Wicklow is one snapshot of a national shift already underway. In June 2025, the Department of Education issued national guidance on mobile phone use in schools, supported by €9 million in funding for post-primary schools to implement secure storage solutions (including pouches and lock boxes). The guidance aims to improve wellbeing, reduce risks such as cyberbullying and exposure to harmful content, and support more focused learning environments. Importantly, Irish post-primary schools can use this funding to partner with Yondr for phone pouches and rollout support.

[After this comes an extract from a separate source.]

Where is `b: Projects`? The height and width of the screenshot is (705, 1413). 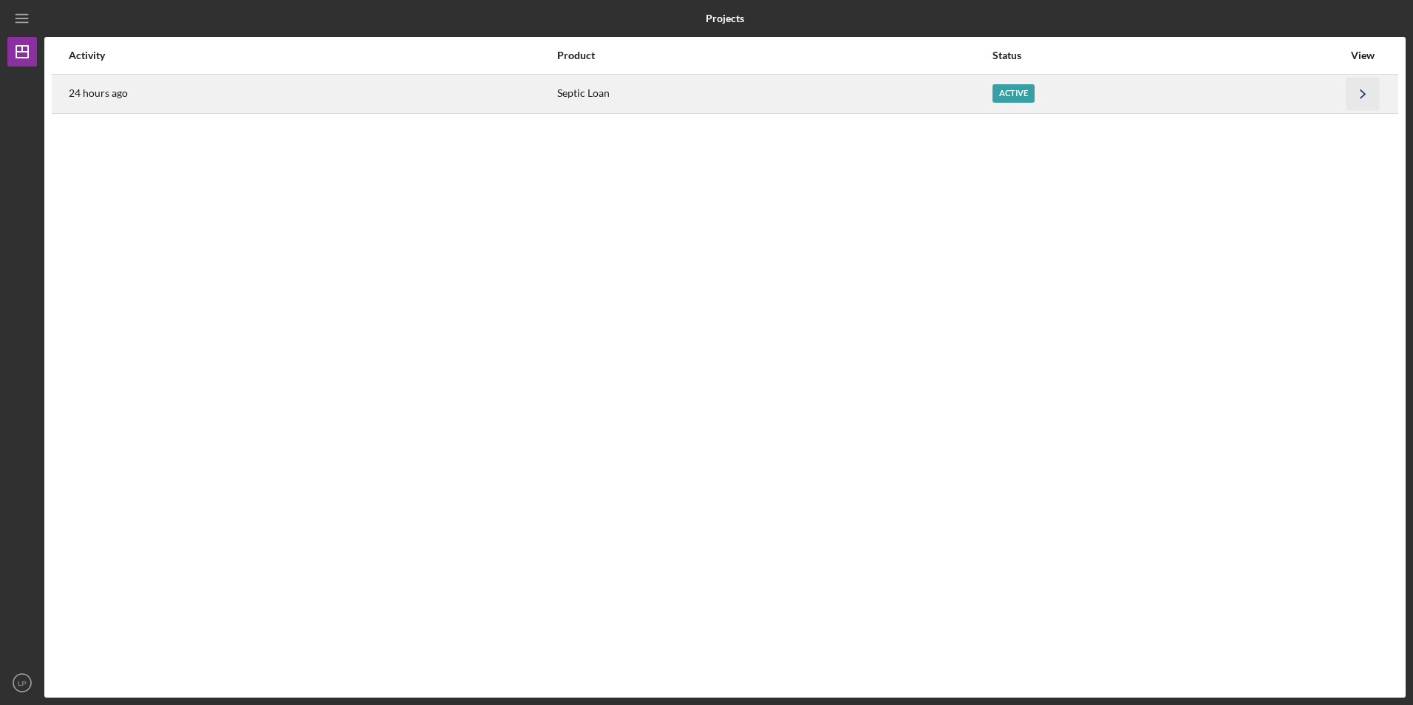
b: Projects is located at coordinates (725, 18).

At the same time, the national conversation has sharpened around how schools restrict phones. The focus is shifting away from simplistic “ban” language and toward approaches that reflect students’ needs and real school-day logistics. In September 2025, Ireland’s Ombudsman for Children’s Office (OCO) published One Size Does Not Fit All, urging policymakers and schools to move beyond one-size-fits-all bans and to consider children’s rights, student voice, and the diversity of school contexts.

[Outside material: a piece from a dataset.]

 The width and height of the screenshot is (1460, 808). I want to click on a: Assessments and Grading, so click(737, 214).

Wicklow offers a practical blueprint within that nuance: restriction with structure, flexibility where appropriate (e.g., trips), and a consistent routine that doesn’t rely on constant confrontation.

 

One practical point worth calling out

One reason this specific coverage is so useful for Irish school leaders is that it shows what implementation looks like in real life. Presentation College Bray chose Yondr and is launching now. It’s not a concept or a future plan. It’s a school preparing staff, setting expectations, and moving forward with a routine that can hold up day to day.

For any school that’s heard mixed messages in the market about what is or isn’t possible, this is a real example of schools moving forward with programmes that are operationally realistic and designed for whole-school consistency.

 

With Yondr, it’s more than a pouch. It’s the programme that makes it sustainable.

Yondr pairs magnetically sealed pouches with programme infrastructure tailored to each school’s unique environment. The Yondr Program enables students to retain possession of their phones while transforming school days into opportunities for social, emotional, and academic growth:

  • Clear, customised policy development to support consistent, school-wide implementation

  • Built-in training and onboarding for staff, students, and parents

  • Secure, durable pouches that let students keep phones without the distractions

  • Fast, reliable unlocking infrastructure to support smooth operations

  • Ongoing strategic support to help ensure long-term success

As one Irish educator put it:

 

Yondr in Ireland: proven, local, and built to last

Wicklow is a powerful story because it’s honest about the challenge and confident about the outcome. As the original pioneers of phone-free spaces, we’ve learned what makes adoption last. It’s not just the launch. It’s the routine that follows.

  • Proven Track Record: 11+ years of success creating phone-free learning in thousands of schools worldwide

  • Irish Market Experience: supporting Ireland’s largest and most prominent phone-free schools with a tailored product + programme solution, including Tallaght Community School (Dublin), Blackrock College (Dublin), Mercy Mounthawk (Kerry), and Dominican College (Wicklow)

  • 100% Retention Rate in Ireland: Yondr has retained every school partnership in Ireland since market entry in 2021

  • Reliable supply chain + Irish warehouse: we ship millions of pouches and phone-free tools globally each year, with stock in hand to support large-volume orders within the Irish market

  • Inclusive whole-school approach: our goal is to build consistent routines school-wide, rather than singling out individual students or year groups (often the very students who need the most support to succeed)

  • Irish-based team: available to meet remotely or in person to support your rollout

If you’d like to see the full Ireland overview and outcomes, you can explore our ROI overview here: Explore our ROI Overview

 

Presentation College Bray’s story lands because it feels familiar. This is a big change. It takes buy-in, a mindset shift, and a plan that’s operationally realistic.

It is doable.

If your school is considering phone restriction and wants to talk through policy, routines, exceptions, staff readiness, and rollout planning, our Irish team is here to help.